Video Prediction Models as General Visual Encoders
James Maier, Nishanth Mohankumar
TL;DR
The paper addresses how open-source video prediction models can serve as general visual encoders for downstream vision tasks, focusing on instance segmentation on BAIR Robot Pushing. It adopts a 3D VQVAE-based video encoder conditioned on a single input frame and evaluates its latent space with various segmentation heads, comparing against a UNET baseline. Across ablations, the unfrozen 3D-ResNet encoder with a transformer-informed latent space and a convolutional decoder achieves IoU ≈ 0.83, demonstrating competitive performance and suggesting that motion-aware latent representations can support segmentation from single frames. The study also highlights the importance of model choice (VideoGPT vs MAGVIT), the value of including temporal information, and the potential for scaling to larger datasets such as COCO to improve generalization. Overall, it provides evidence that generative pretext learning from video data can yield helpful representations for downstream scene analysis tasks.
Abstract
This study explores the potential of open-source video conditional generation models as encoders for downstream tasks, focusing on instance segmentation using the BAIR Robot Pushing Dataset. The researchers propose using video prediction models as general visual encoders, leveraging their ability to capture critical spatial and temporal information which is essential for tasks such as instance segmentation. Inspired by human vision studies, particularly Gestalts principle of common fate, the approach aims to develop a latent space representative of motion from images to effectively discern foreground from background information. The researchers utilize a 3D Vector-Quantized Variational Autoencoder 3D VQVAE video generative encoder model conditioned on an input frame, coupled with downstream segmentation tasks. Experiments involve adapting pre-trained video generative models, analyzing their latent spaces, and training custom decoders for foreground-background segmentation. The findings demonstrate promising results in leveraging generative pretext learning for downstream tasks, working towards enhanced scene analysis and segmentation in computer vision applications.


To do: The entries that follow must be given again exactly, with the pictures excluded.
[[ The data open ]]
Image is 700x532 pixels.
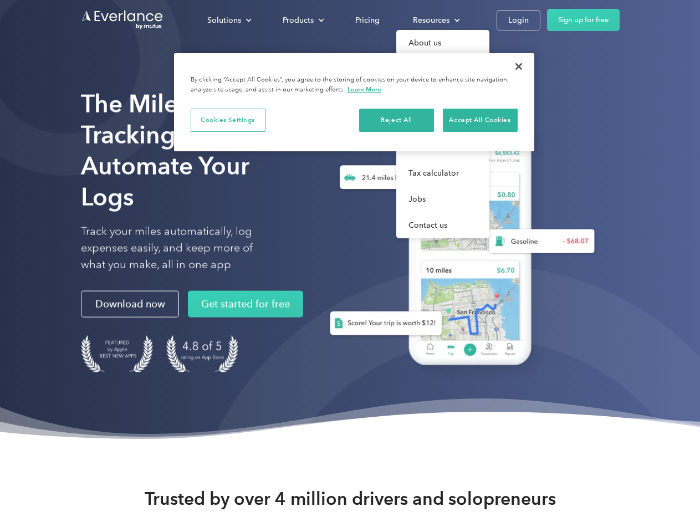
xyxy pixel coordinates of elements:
[191,75,518,95] div: By clicking “Accept All Cookies”, you agree to the storing of cookies on your device to enhance s...
[191,109,266,132] button: Cookies Settings
[355,13,380,27] div: Pricing
[547,9,620,31] a: Sign up for free
[283,13,314,27] div: Products
[402,11,469,30] div: Resources
[81,291,179,318] a: Download now
[81,9,164,30] a: Go to homepage
[396,186,490,212] a: Jobs
[272,11,333,30] div: Products
[81,335,153,373] img: Badge for Featured by Apple Best New Apps
[507,54,531,79] button: Close
[413,13,450,27] div: Resources
[207,13,241,27] div: Solutions
[443,109,518,132] button: Accept All Cookies
[348,85,381,93] a: More information about your privacy, opens in a new tab
[359,109,434,132] button: Reject All
[145,488,556,510] strong: Trusted by over 4 million drivers and solopreneurs
[188,291,303,318] a: Get started for free
[396,30,490,238] nav: Resources
[396,30,490,56] a: About us
[174,53,535,151] div: Privacy
[508,13,529,27] div: Login
[396,160,490,186] a: Tax calculator
[497,10,541,30] a: Login
[312,105,604,382] img: Everlance, mileage tracker app, expense tracking app
[344,11,391,30] a: Pricing
[396,212,490,238] a: Contact us
[196,11,261,30] div: Solutions
[174,53,535,151] div: Cookie banner
[81,223,279,273] p: Track your miles automatically, log expenses easily, and keep more of what you make, all in one app
[166,335,238,373] img: 4.9 out of 5 stars on the app store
[[ The data closed ]]
Output:
Image is 700x532 pixels.
xyxy pixel coordinates of elements:
[191,75,518,95] div: By clicking “Accept All Cookies”, you agree to the storing of cookies on your device to enhance s...
[191,109,266,132] button: Cookies Settings
[355,13,380,27] div: Pricing
[547,9,620,31] a: Sign up for free
[283,13,314,27] div: Products
[402,11,469,30] div: Resources
[81,291,179,318] a: Download now
[81,9,164,30] a: Go to homepage
[396,186,490,212] a: Jobs
[272,11,333,30] div: Products
[81,335,153,373] img: Badge for Featured by Apple Best New Apps
[507,54,531,79] button: Close
[413,13,450,27] div: Resources
[207,13,241,27] div: Solutions
[443,109,518,132] button: Accept All Cookies
[348,85,381,93] a: More information about your privacy, opens in a new tab
[359,109,434,132] button: Reject All
[145,488,556,510] strong: Trusted by over 4 million drivers and solopreneurs
[188,291,303,318] a: Get started for free
[396,30,490,238] nav: Resources
[396,30,490,56] a: About us
[174,53,535,151] div: Privacy
[508,13,529,27] div: Login
[396,160,490,186] a: Tax calculator
[497,10,541,30] a: Login
[312,105,604,382] img: Everlance, mileage tracker app, expense tracking app
[344,11,391,30] a: Pricing
[396,212,490,238] a: Contact us
[196,11,261,30] div: Solutions
[174,53,535,151] div: Cookie banner
[81,223,279,273] p: Track your miles automatically, log expenses easily, and keep more of what you make, all in one app
[166,335,238,373] img: 4.9 out of 5 stars on the app store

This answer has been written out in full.